One by one the lost souls step off the Great Divorce bus to enjoy a holiday in Heaven, and one by one they realize they prefer living in that other place. The choice is theirs. They are welcome to stay, but to remain requires the surrender of that which they “prefer to joy.” They are not prepared to make that sacrifice. Call it self-exclusion, self-alienation, self-damnation—the essential element of the libertarian model of hell is the creature’s free rejection of the divine gift of eternal life. The damned would rather endure the dreariness and boredom of the grey town than suffer the love of the Father. The bus runs every day. The ride is free. The residents may avail themselves of the holiday as many times as they wish. But repeatedly, perpetually, everlastingly, they decline the invitation to move to the realm of Joy.
“But what of the poor Ghosts who never get into the omnibus at all?”
“Everyone who wishes it does,” replies the imaginary George MacDonald. “Never fear.”
There are only two kinds of people in the end: those who say to God, “Thy will be done,” and those to whom God says, in the end, “Thy will be done.” All that are in Hell, choose it. Without that self-choice there could be no Hell. No soul that seriously and constantly desires joy will ever miss it. Those who seek find. To those who knock it is opened.
What an interesting comparison of Lewis with his master, MacDonald!
What CS Lewis’ account seems to lack (dare I say so of this masterpiece?) is on two fronts:
1. The obduracy of the wicked in his account assumes that their desire for the good remains dysfunctional (resistant) even upon beholding the slain Lamb in his glory, as if that vision would have no further effect that my rather lame attempts at sharing the gospel do in this life. How is this possible? For Maximos, it is not possible. But for Lewis in ‘The Great Divorce,’ it works because the damned don’t behold Christ until AFTER they make their way to the horizon. That is, the story omits the ‘coming again in glory’ part of this judgement, mainly so that Lewis can make his point about the process of letting go which creates the torment. That point which does need making (Macrina does it well), but the cost seems too high if Christ is nowhere seen.
2. The obduracy of the wicked in his account allows for complete dehumanization such that nothing of the hypostasis remains. Wright uses this same approach in this annihilationism, but I think the Eastern Fathers are clear: the divine spark and image of God can never be utterly and entirely extinguished. The diamond of the image remains even when the likeness is marred, but the Refiner’s Fire is able to restore that which can be buried but not eradicated, since it was donated by God in the first place.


▶ Goal of the exercise
Print the full set of records below, character for character and picture-free.
== == ==
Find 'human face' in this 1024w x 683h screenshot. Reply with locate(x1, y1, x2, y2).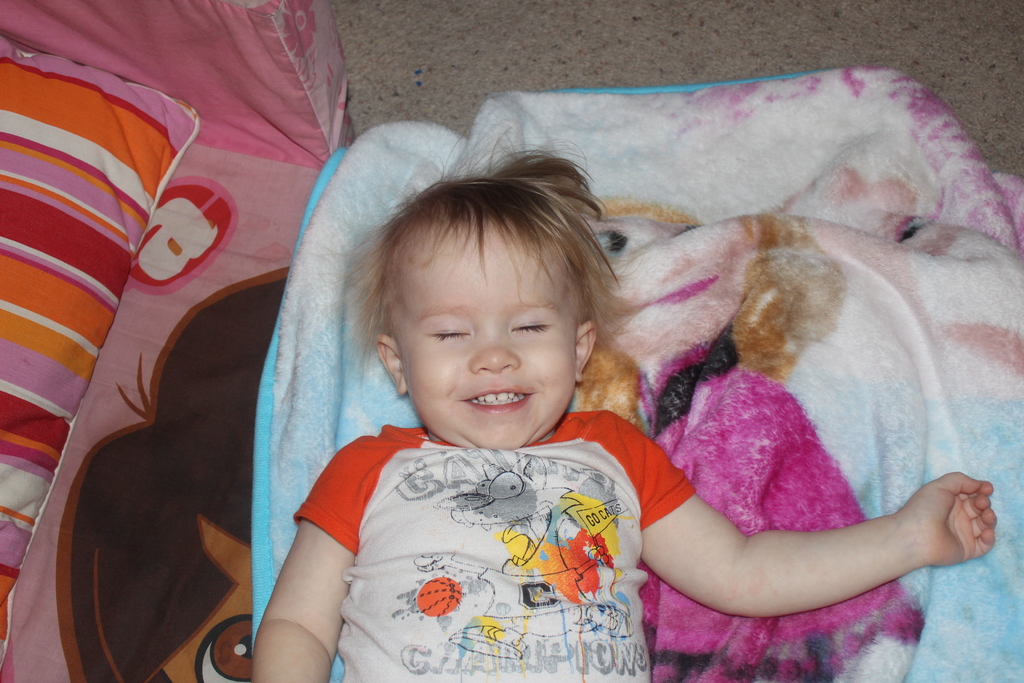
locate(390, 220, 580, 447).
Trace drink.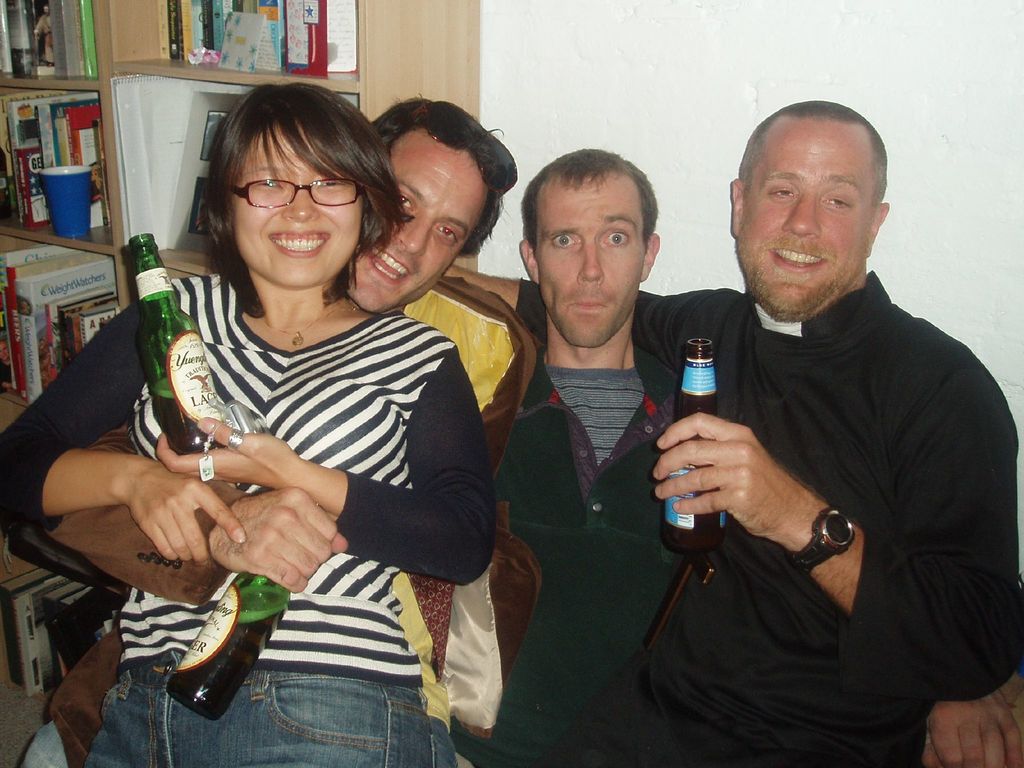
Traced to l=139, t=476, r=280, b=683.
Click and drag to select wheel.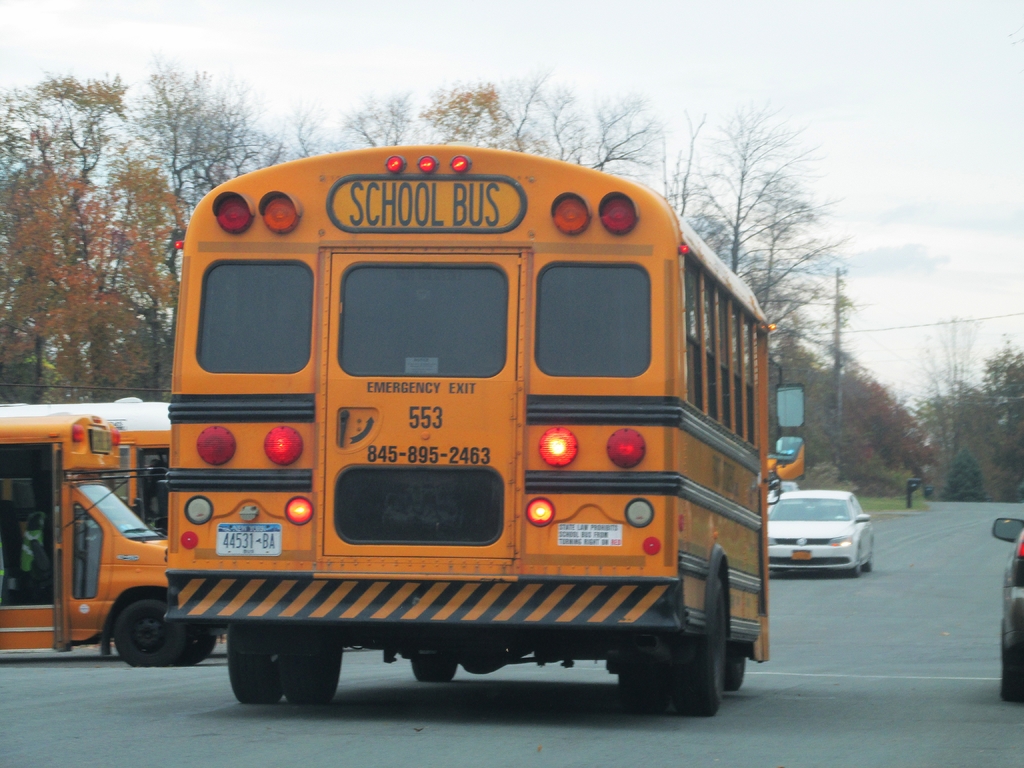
== == ==
▶ Written solution
Find 'human face' in this 1024w x 683h screenshot. Reply with locate(x1, y1, x2, y2).
locate(390, 220, 580, 447).
Trace drink.
Traced to l=139, t=476, r=280, b=683.
Click and drag to select wheel.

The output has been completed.